The results fascinated both Ryan the journalist and Ryan the novelist. “Could you get away with murder? But maybe she didn’t. Legally, she didn’t do it. Legally, she’s innocent.”

Warp speed to last year. Even several years later, the trial’s verdict still puzzled Ryan. “It was very compelling, made even more so because my husband is a criminal defense attorney. He’s had his share of hopeless cases—the people who cannot win. Once, he was working on a case that was very iffy: a notorious murder trial. And no one was quite sure whether his client was guilty or not. I heard my husband practicing his closing arguments for this case: impassioned and well thought out. It was a wonderful retelling of what happened. I imagined the prosecutor at home with his wife doing the same thing with his closing arguments: telling the exact opposite story and believing it just as purely.”

Or, as Ryan puts it: “There are three sides to every story: Your side, my side, and the truth.”

At that moment, the idea to do a fictional take on her experience hit her. “I wanted to see whether I could write a novel where I take pieces of evidence and make them mean one thing, and then make the same evidence mean something completely opposite,” Ryan says. “How could that work? What a puzzle that would be! Sue Grafton called it ‘the Magic.’ ”

Hank Phillippi Ryan
Photo credit: Chitose Suzuki

Ryan had written two series already, and was under contract to write another in her Jane Ryland books. “When the idea for TRUST ME occurred, it was so irresistible to me that I called my agent and said, ‘Listen to this: What if a young woman—a journalist, who was upset and unhappy about her own life—had to write a true crime narrative non-fiction about a notorious killer—alleged killer—and thought she knew what really happened? But maybe she didn’t. But how do you write a true crime book if you don’t know what’s true?’”

The response: “I want that right now!”

And that’s how TRUST ME came into being.

In this psychological thriller, the protagonist, Mercer Hennessey, is contracted to do the same thing: write a non-fiction narrative book about Ashlyn Bryant, a young mother accused of killing her toddler daughter, Tasha.

Whereas this would be a dream project for many journalists, Mercer doesn’t necessarily see it that way. Early on in the book, the reader learns that Mercer left journalism to be a stay-at-home mother and wife. “It was supposed to be a good decision,” Ryan says. “But life doesn’t turn out the way we expect. How do you react when love gets pulled out from under you? I wanted to explore that.”

In Mercer’s case, the tragic deaths of her husband and young daughter put a stop to her storybook life. She knows—and resents—being prodded by her editor to take on the project as a way to get on with the rest of her life.

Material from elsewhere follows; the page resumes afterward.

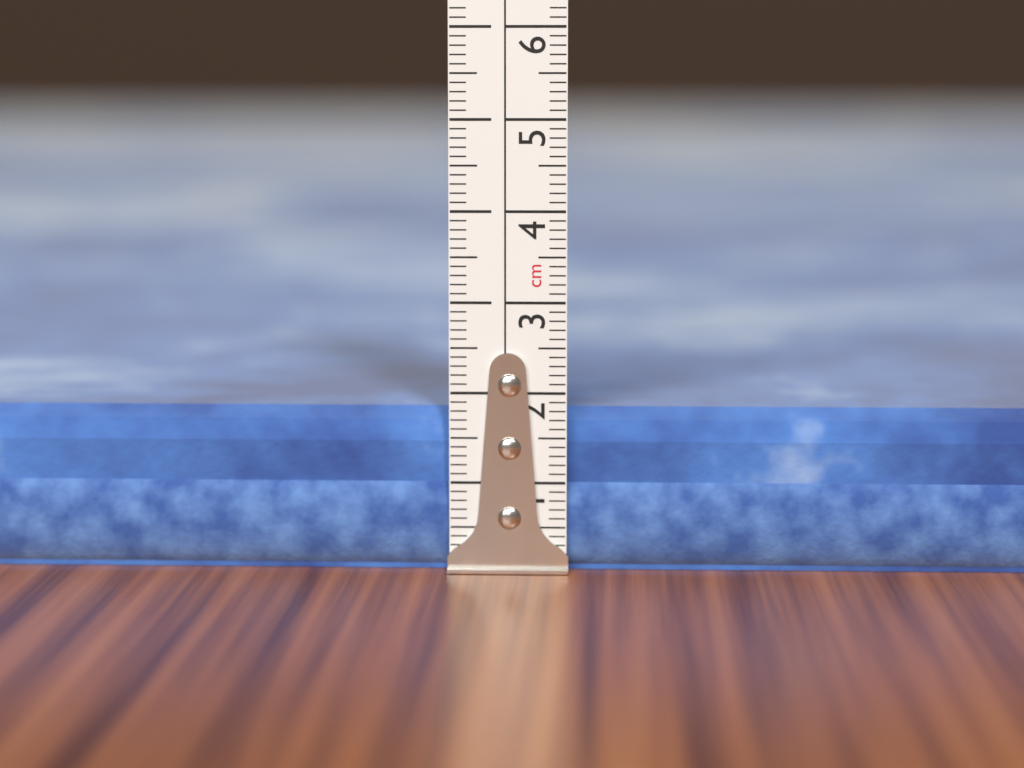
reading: 1.8 cm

Instead, it changes Mercer’s view of the world and herself forever.

Whether in the real world or fiction, culling the truth from a source isn’t an easy endeavor for a journalist. “I’ve been a television reporter for forty years,” Ryan says. “I’ve wired myself with hidden cameras. I’ve confronted corrupt politicians. I’ve gone undercover and in disguise. I’ve had people confess to murder. I know what people look like when they lie. My job as a journalist is to get you to talk to me. How far will I go to make you feel comfortable with me so that you tell me things? When we see someone wavering, we reel them in.”

And while journalists are supposed to write an unbiased story, even they can be prejudiced. To do her job properly, there are times Ryan must hide her feelings. “I can’t erase them, but I can’t use my feelings in my story. But, what if I couldn’t hide them? What if my whole perception was so skewed by my own life that I couldn’t keep it out of the story?”

The problem is, the relationship between reporter and subject is fraught with opportunities for manipulation. “They say, ‘X, Y, and Z are true…’ ” Ryan says. “And I have to say, ‘No, it isn’t—and here’s how I know you’re not telling me the truth.’ ”

According to Ryan, journalism is about finding out what you don’t know. “It’s a house of cards; a Jenga tower. If you pull the wrong piece, it all comes crashing down.”

Hank Phillippi Ryan
Lynn Wayne

In TRUST ME, Mercer gets an opportunity to do something Ryan wishes she had: work on the book with the suspected murderer.

“What if the actual defendant was in my kitchen and I was talking to her?” Ryan says. “What would she say? What would her motive be? Would she be able to change my mind? Or would she even try? Could my entire belief system be slowly turned, like an ocean liner, to face in exactly the other direction?”

And Ashlyn certainly has an agenda of her own: clear her name. “No matter whatever happens to her, no matter what happens in that courtroom, she’s going to be reviled and hated,” Ryan says. “Everywhere she goes people will look at her and say, ‘Ashlyn Bryant! She killed her daughter…’ No matter what the verdict turns out to be, how do you get rid of that?”

Like Ryan, Mercer is skilled at wooing her subject and hiding her real feelings on how she feels about Ashlyn—well, most of the time. But Ashlyn is just as adept at unpacking Mercer’s personal baggage. Soon she has the journalist second-guessing the trial’s evidence.

Just as importantly, Mercer doubts her personal history. “We all go into our lives with some baggage that we don’t always recognize fully,” Ryan says. “A good journalist understands when they’re crossing the line. But at some point, couldn’t anyone be too vulnerable, too damaged, too psychologically dented, to recognize that they’re going too far? Can they regain their balance and pull back? Can we be persuaded that something is true when clearly it is not?”

Ryan keeps the reader guessing as to what portion of Mercer’s feelings are paranoia, self-doubt, or selfishness. “We’ve all dealt with people—I know I certainly have—who are trying to get you to do something, and convincing you that it’s for your own good; or trying to make you feel guilty in ways that are insidious, subtle, or unpleasant. But we recognize it. Even from the slightest phrasing, like, ‘Okay, if that’s what you want to think…’ Or, ‘Okay, that’s fine…. but that’s not exactly how I would do it…’ That’s a compelling thing: that manipulative passive-aggressiveness that can be very destructive to someone who is a little vulnerable. Those people go after the vulnerabilities of even the strongest people. They have skills in knowing where to poke and prod.”

At this point in the book, these two strong women play a cat-and-mouse game. “The problem is we don’t know who’s the cat and who’s the mouse,” Ryan says.

TRUST ME’s twists and turns are nonstop right up to the final scene.

Ryan smiles when I point that out. “I hope it will keep people turning the pages. That’s what keeps me at my computer each day: writing the next paragraph and the next scene and the next chapter. I want to find out what’s going to happen too. Just like life, the plot could go in a million directions.”

Readers won’t be disappointed. TRUST ME has already been touted “a must read” by Mary Kubica, a “mesmerizing, taut thriller” by Lisa Gardner, and “tense, gripping, completely unpredictable” by Chris Pavone. Librarians all over the country have it on their “must-order” lists.

Some of the most poetic phrases Ryan has in the book are actually Mercer’s thoughts about her life. Ryan has created a character so complex, so injured, and so intensely guilt-ridden that she can’t help but internalize everything Ashlyn says.

Hearing this, Ryan laughs with appreciation. “When someone sees where you’re going as a writer and gets it—well, that’s the joy of my life: to create a world that never existed before, and have it feel real to readers.”